There is growing recognition that making information and family support more widely available would help more parents be successful. Unfortunately community assessments have revealed the need far outstrips the local capacity to respond.


OPPORTUNITIES FOR PARENTING EDUCATION VARY WIDELY

Formal education about parenting is provided through classes or groups that teach parents about child care, child development and child management. Classes are often targeted at teen parents, but also may be directed at other specific groups of parents, or may be generally available. 

Parenting education is sponsored by a wide variety of organizations. Most parenting education offerings are underwritten by community funds, although some communities in Michigan have used state Children’s Trust Fund grants. Offerings within any community tend to be sporadic rather than consistently available. 

Parenting education is also available through print materials such as newsletters,   pamphlets, brochures, age-specific wheels, books, magazines, as well as audio and video tapes.3  For most parents, particularly the most disadvantaged, there is not much available unless the family comes to the attention of a state agency through a complaint to child protective services or a provider referral for special services.  

PARENTING EDUCATION COVERS A VARIETY OF INFORMAL AND FORMAL ACTIVITIES

Family support—the exchange of information, reassurance, and services—is provided through a range of informal and formal activities. Informal activities encompass get-togethers for neighborhood mothers as well as the information, advice and support provided by child care providers, alternative school educators and health professionals in the course of their interactions with parents. More formally organized family supports include scheduled play groups that provide an opportunity for interaction with other parents and professionals, home visiting programs, and family resource centers. 

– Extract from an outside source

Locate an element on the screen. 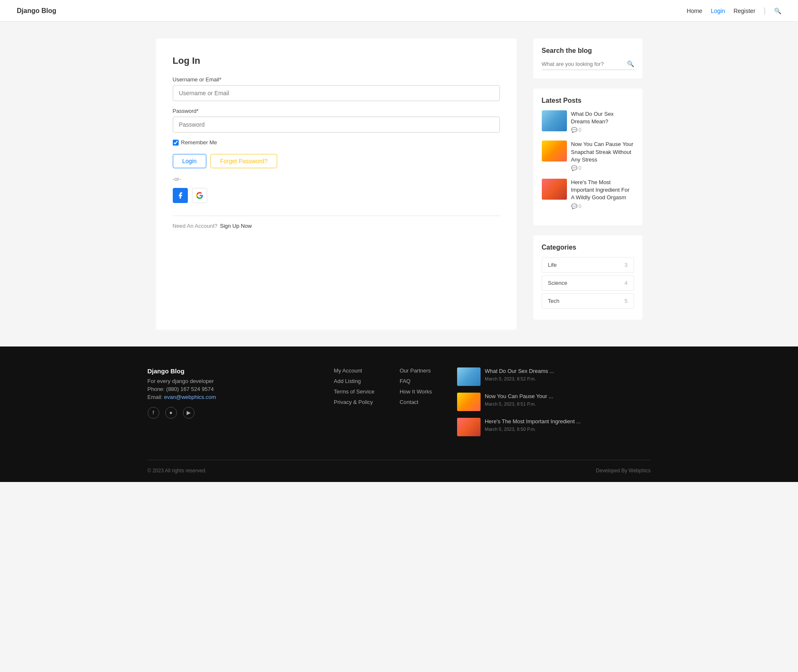 The image size is (798, 672). footer-tagline: For every django developer is located at coordinates (228, 381).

While home visiting programs in Michigan have developed from multiple disciplines, they all provide elements of support and linkage to other services. Depending on their sponsoring agency, home visiting programs focus on different areas and funding sources are diverse. Despite the diversity of sponsors and funding sources, the actual strategies of these various initiatives, especially when targeting families with young children ages 0-3, are very similar. More and more Michigan communities are seeking ways to promote collaboration and coordination of these efforts.

One strategy is to facilitate such coordination is to create family resource centers, which are neighborhood based locations in which diverse services are available.  This mechanism has had limited development in Michigan except for those sponsored by the Department of Human Services that provide neighborhood access to family assistance and child welfare services and sometimes health and mental health services. These centers have generally been located in schools so access may be limited by school hours and enrollment.


1 Betty Hart & Todd R. Risley. (1995)  Everyday Experiences of Young American Children.  Baltimore: Brookes Publishing Co.

2 Greg J. Duncan & Katherine Magnuson. “Can Family Socioeconomic Resources Account for Racial and Ethinic Test Score Gaps?”  The Future of Children. Vol.15, No. 1, Spring  2005, 35-55.

3 The Michigan Association for Infant Mental Health presents information about the behaviors and appropriate parental response at various stages of social emotional development of young children in a wheel format, and the Michigan Dental Association uses a wheel to show appropriate infant/toddler dental care as children develop.